Thursday, September 30, 2021

Not surprised - 30 Sept 2021

 I spent the day with Medicare.  Well, I started yesterday when I formally and officially applied for Medicare coverage.  I was following a guidebook, generally quite good and very useful, but it left a misimpression that has caused some grief.  Toward the end of the book, there is a checklist to enroll in Medicare.  It makes a blithe reference to the fact that it could take "10 minutes or less" to enroll.  Yeah, about that.  It may take as few as 10 minutes to enter the required information in the Medicare forms (on-line, of course), but then there is a delay while the application is processed (in Albequerque) and a Medicare number is issued.  I got an email to confirm that my applicaton had been recived, but it contains no Medicare number.  The email leaves a gentle impression that the process is quick - but there is no commitment.  

today, I went to register for the Medigap Plan and a corresponding Part D drug plan.  After you enter a bunch of information, it prompts for a Medicare number.  Not unreasonable, but I have none - yet - so I am stuck.   So much for the "10 minute" enrollment.  In a chat-conversation with Betty, a representative of the Medigap insurance company, I discover that it can take "weeks" to get the critical Medicare number.  So I left the Plan process partially completed and started the Plan D drug plan application.  The the surprise of precisely no one, that too needs a Medicare number.  Therefore, I am nominally left without insurance while Medicare proceeds.

Ah!  I hear a shout from the back of the room.  You should have started sooner!  Yes, it would have been prudent to do so.  However, I was awaiting inforation about COBRA benefits from the HR department, and that took a while to arrive.  I had been thinking that I might use COBRA for family coverage through the end of 2021, then pick up on Medicare.  Add in other, personal delays, and I simply did not have enough time with the information to make a decision.

A further complexity is that Medicare is *personal* insturance.  One gets coverage for the self -- and not for the spouse.  COBRA would have covered the spouse; this another factor in the decision process.  Finally, COBRA is expensive.  Surprisingly expensive.  If I were on Social Security, COBRA would consume nearly half of my monthly payment (assuming Social Security were not taxed - which is it, thank you Ronald Reagan).  So my wife spent several hours today to file for WA state health coverage under ACA.  I am glad it exists, but the bureaucracy is astounding.  We are trying to pay them money and the insurance companies make it hard.  SMH.

So, I am technically not covered by insurance.  The last time I made an insurance claim was... 2019?  Maybe?  Anyway, I have chosen to take the risk -- and I can document the fact that I tried to get coverage (tho that may not help in any future discussions, I did try).

Wednesday, September 29, 2021

Changes - September 3, 2021


As of 3 September 2021, I have retired from AMD.  My time managing a research group is now ended and I am learning to be an old retired guy.  One might think this is easy, that it comes naturally, but I after about three weeks, I still have a lingering compulsion that I have something to do, some meeting to attend, some HR or recruitig mishap to remedy, or a status report to write.  

No.

No such thing.  My days, my time, are mine to define.  I still have responsibilities, but no longer a manager who sets them or an employee that demands them.  For now, I have projects, mainly ones that have been postponed, some postponed for a long time.  I am also fighting a global pandemic (or, rather, doing my best to avoid it) and the seasons have started to change to be more inclement.  This severely limits the outdoors projects.  Horticulture is no fun in the rain and I simply do not want to run a chainsaw, lawn mower, or chipper-shredder in the rain.  

That said, the US-Canada border recently reopened and we have visited the cabin on Keats Island, once in August and once in September.  During this time, we have done a lot of pruning and other maintenance that sets the stage for a big burn in October.  The residents of Plumper Cove traditionally burn the year's pruning pile during the weekend of Canadian Thanksgiving (American Columbus Day or Indigeneous Peoples Day).  Once the fire completes, the rising tide extinguishes the flames and sweeps away the ashes.  I have spent hours in the trees wtih various saws, manual and chain, to produce a distinctively large burn-pile for 2021.  We will also use this event to get rid of some old stain (I much prefer water-based over oil-based, if nothing else for the cleanup).  After a two-year hiatus while the border was closed and the COVID-19 pandemic raged, there was a lot of growth to remove.  I removed a cedar tree near the deck, stripped another cedar tree near the deck, pruned some trees to the south of the cabin (for light), and pruned the cedars on the bank under the cabin.  And more.  I will not pretend I am done, but the season is over and so the work must pause.  the burn will come in Otober and pruning will resume in Spring 2022.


▸ **TASK PROMPT**
Among the lines of the records, find all that carry the word "pixels" and copy them.
::: DATA TO USE
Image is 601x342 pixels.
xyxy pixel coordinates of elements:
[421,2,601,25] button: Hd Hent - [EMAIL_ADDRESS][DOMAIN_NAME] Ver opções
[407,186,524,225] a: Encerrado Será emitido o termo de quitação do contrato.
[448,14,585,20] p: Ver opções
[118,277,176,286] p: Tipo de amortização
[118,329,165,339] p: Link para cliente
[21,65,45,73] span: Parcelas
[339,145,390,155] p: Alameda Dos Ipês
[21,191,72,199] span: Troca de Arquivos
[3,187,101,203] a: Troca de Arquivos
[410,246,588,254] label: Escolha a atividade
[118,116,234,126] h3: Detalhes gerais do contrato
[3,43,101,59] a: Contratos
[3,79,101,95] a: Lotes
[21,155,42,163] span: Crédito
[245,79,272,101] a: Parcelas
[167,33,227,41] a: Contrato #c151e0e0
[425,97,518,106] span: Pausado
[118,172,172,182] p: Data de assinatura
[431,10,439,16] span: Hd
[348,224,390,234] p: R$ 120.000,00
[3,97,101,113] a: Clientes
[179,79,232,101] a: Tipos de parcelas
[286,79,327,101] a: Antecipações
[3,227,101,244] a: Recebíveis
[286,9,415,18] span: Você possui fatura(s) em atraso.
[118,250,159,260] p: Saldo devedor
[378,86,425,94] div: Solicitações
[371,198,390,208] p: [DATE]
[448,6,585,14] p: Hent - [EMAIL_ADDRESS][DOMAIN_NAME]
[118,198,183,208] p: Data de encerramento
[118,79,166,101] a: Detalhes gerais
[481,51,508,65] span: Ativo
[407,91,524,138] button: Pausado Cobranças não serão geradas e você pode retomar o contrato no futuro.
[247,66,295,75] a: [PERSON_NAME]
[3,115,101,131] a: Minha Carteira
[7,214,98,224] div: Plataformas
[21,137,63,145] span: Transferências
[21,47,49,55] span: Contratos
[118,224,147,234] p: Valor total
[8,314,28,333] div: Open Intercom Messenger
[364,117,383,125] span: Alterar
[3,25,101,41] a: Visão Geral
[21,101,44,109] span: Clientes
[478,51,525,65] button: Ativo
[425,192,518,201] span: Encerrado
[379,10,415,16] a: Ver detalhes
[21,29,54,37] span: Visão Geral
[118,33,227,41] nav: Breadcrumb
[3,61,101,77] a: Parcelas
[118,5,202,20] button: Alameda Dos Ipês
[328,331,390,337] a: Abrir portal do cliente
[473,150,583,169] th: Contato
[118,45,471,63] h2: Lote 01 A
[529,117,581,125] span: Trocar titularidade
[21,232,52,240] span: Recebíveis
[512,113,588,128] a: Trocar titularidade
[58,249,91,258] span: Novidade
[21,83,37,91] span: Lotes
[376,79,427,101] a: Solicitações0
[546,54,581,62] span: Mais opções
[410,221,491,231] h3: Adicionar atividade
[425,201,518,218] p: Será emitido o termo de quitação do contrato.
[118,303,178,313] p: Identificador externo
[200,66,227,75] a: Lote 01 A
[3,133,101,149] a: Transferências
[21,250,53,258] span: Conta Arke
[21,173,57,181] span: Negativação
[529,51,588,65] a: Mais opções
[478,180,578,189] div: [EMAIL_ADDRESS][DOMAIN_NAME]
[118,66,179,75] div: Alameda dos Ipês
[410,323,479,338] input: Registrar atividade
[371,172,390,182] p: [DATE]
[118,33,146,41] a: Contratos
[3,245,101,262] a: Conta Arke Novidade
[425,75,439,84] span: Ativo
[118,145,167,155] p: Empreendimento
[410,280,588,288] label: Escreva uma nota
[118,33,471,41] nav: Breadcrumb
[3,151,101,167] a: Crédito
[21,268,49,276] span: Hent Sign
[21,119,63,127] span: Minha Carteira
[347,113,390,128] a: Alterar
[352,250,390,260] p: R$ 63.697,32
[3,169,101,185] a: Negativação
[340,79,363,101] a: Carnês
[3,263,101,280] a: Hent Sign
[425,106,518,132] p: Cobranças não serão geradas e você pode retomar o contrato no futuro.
::::::
::: DATA TO USE
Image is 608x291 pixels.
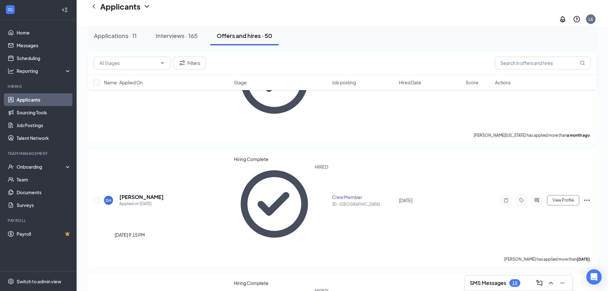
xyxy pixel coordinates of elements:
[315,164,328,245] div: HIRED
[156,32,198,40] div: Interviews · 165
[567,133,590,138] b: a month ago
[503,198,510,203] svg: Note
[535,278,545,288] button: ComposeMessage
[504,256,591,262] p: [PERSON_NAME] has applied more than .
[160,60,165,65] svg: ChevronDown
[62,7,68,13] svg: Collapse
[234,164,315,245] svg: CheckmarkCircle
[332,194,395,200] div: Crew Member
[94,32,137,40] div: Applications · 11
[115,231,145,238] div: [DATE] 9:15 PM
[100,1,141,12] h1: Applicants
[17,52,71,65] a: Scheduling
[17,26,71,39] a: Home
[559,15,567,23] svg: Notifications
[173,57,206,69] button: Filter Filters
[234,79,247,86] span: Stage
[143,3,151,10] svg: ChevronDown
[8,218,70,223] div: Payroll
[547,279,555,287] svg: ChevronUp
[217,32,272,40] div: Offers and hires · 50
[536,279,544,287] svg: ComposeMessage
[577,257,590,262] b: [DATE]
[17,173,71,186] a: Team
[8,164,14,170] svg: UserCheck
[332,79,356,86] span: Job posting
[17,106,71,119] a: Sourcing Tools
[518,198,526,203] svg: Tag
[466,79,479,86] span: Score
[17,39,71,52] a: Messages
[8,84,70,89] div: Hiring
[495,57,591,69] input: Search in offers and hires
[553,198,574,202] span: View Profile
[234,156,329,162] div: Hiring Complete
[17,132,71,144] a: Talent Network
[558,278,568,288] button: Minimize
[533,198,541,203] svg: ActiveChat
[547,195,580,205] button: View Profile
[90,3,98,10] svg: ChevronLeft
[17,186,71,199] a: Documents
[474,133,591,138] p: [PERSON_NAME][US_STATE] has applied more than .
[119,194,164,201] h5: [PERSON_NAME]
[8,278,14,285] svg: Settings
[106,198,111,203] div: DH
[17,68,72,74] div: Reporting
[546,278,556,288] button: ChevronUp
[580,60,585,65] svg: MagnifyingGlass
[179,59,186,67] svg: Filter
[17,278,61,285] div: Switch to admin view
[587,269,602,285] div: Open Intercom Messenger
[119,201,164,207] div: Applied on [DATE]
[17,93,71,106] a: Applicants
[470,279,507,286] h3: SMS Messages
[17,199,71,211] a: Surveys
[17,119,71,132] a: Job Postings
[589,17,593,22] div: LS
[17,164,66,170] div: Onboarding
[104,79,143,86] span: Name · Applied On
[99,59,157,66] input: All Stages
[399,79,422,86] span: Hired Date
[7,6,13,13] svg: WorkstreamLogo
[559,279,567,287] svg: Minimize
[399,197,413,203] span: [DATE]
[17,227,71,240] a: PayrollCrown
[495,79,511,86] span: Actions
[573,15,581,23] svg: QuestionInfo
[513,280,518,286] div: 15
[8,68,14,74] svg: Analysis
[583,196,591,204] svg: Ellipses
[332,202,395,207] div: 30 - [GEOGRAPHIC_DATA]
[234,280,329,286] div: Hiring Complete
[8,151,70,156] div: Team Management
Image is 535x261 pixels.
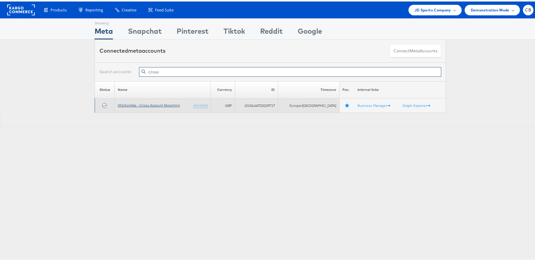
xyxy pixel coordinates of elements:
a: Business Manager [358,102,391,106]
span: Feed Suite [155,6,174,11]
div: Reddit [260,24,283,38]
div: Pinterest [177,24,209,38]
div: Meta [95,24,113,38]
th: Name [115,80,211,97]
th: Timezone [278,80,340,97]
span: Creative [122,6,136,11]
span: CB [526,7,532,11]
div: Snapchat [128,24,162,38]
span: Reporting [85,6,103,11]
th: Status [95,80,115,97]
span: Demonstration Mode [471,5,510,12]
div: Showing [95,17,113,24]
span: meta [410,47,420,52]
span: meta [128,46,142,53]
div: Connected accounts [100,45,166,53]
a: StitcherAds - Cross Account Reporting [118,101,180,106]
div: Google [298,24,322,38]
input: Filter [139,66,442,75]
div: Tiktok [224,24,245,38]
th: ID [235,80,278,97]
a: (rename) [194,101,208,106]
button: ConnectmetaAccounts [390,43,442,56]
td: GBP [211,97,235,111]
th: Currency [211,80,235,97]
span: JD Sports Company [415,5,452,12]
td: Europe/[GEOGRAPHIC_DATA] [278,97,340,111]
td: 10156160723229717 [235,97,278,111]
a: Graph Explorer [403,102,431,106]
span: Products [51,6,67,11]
::::::
::: DATA TO USE
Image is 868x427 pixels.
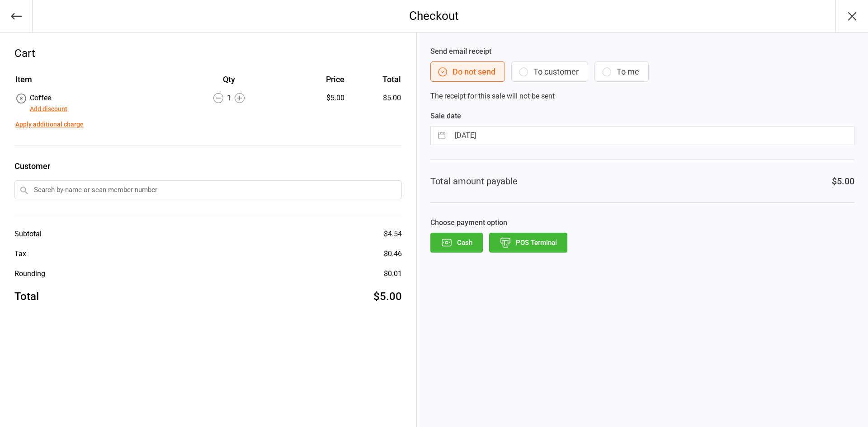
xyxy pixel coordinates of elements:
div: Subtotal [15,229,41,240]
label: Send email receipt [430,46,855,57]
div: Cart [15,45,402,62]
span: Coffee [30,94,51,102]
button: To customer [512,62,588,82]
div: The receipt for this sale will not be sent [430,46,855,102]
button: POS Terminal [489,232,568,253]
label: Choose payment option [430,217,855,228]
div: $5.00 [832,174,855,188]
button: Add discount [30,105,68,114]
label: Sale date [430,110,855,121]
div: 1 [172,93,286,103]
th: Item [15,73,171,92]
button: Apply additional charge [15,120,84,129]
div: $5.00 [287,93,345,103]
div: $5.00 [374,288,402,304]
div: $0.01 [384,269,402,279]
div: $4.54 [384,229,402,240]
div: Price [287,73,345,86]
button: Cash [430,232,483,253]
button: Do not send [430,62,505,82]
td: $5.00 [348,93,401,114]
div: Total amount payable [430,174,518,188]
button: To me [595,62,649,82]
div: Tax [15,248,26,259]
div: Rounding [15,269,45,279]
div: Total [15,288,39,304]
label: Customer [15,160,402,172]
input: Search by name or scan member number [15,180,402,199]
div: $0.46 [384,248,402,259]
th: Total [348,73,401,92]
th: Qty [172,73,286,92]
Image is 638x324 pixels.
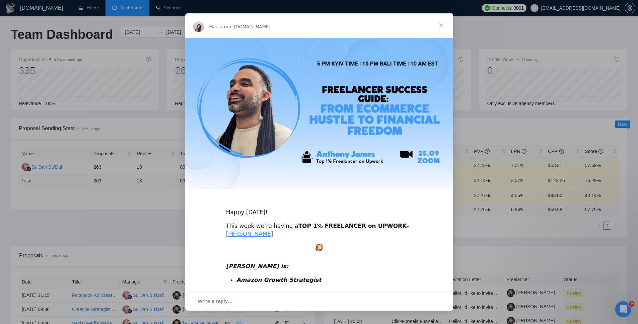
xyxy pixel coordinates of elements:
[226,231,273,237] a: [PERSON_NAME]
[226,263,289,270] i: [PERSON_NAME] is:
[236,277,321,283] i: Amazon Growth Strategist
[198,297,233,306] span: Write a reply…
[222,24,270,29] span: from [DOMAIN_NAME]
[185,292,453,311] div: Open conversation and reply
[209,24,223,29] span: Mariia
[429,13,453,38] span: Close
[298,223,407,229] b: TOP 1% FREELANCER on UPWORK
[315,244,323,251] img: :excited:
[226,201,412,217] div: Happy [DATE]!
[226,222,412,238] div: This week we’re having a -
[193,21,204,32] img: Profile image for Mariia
::::::
▸ **TASK RESPONSE**
Image is 601x342 pixels.
Image is 608x291 pixels.
Image is 535x261 pixels.
Image is 868x427 pixels.
Image is 638x324 pixels.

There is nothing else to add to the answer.